The National Mental Health Consumer and Carer Forum and the National Primary Health Network Mental Health Lived Experience Engagement Network acknowledge the Traditional Custodians of the lands and waters on which we work and live on across Australia. We recognise their continuing connection to land, waters, culture and community. We pay our respects to Elders past and present.
“A lived experience recognises the effects of ongoing negative historical impacts and or specific events on the social and emotional wellbeing of Aboriginal and Torres Strait Islander peoples. It encompasses the cultural, spiritual, physical, emotional and mental wellbeing of the individual, family or community.

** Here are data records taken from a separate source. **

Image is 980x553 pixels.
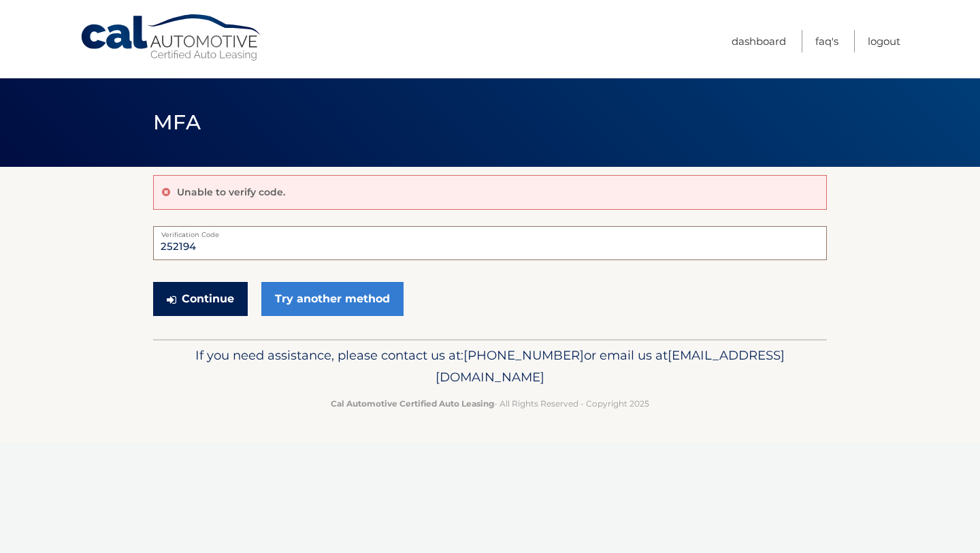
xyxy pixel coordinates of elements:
[732,30,786,53] a: Dashboard
[162,396,818,410] p: - All Rights Reserved - Copyright 2025
[261,282,404,315] a: Try another method
[153,110,201,135] span: MFA
[153,226,827,260] input: Verification Code
[464,347,584,363] span: [PHONE_NUMBER]
[153,226,827,237] label: Verification Code
[868,30,900,53] a: Logout
[815,30,839,53] a: FAQ's
[162,344,818,388] p: If you need assistance, please contact us at: or email us at
[436,347,785,385] span: [EMAIL_ADDRESS][DOMAIN_NAME]
[177,186,285,198] p: Unable to verify code.
[330,398,494,408] strong: Cal Automotive Certified Auto Leasing
[153,282,248,315] button: Continue
[80,14,264,62] a: Cal Automotive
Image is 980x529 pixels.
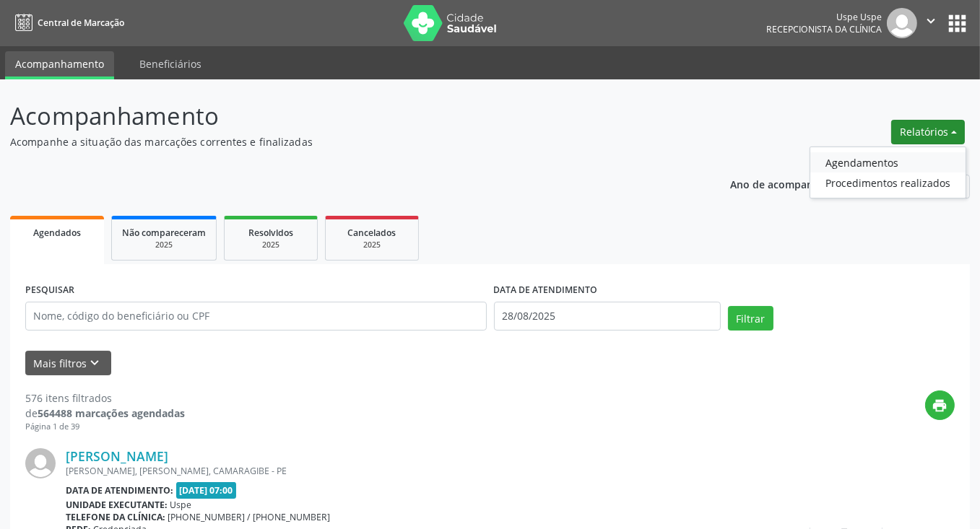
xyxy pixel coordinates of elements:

“People with lived or living experience of suicide are those who have experienced suicidal thoughts, survived a suicide attempt, cared for someone through a suicidal crisis, been bereaved by suicide or having a loved one who has died by suicide, acknowledging that this experience is significantly different and takes into consideration Aboriginal and Torres Strait Islander peoples ways of understanding social and emotional wellbeing.” - Aboriginal and Torres Strait Islander Lived Experience Centre
We welcome Aboriginal and Torres Strait Islander people to this site and invite them to provide any feedback or items for inclusion.
We also recognise people with lived and living experience of mental ill-health and recovery and the experience of people who are carers, families, kin, or supporters.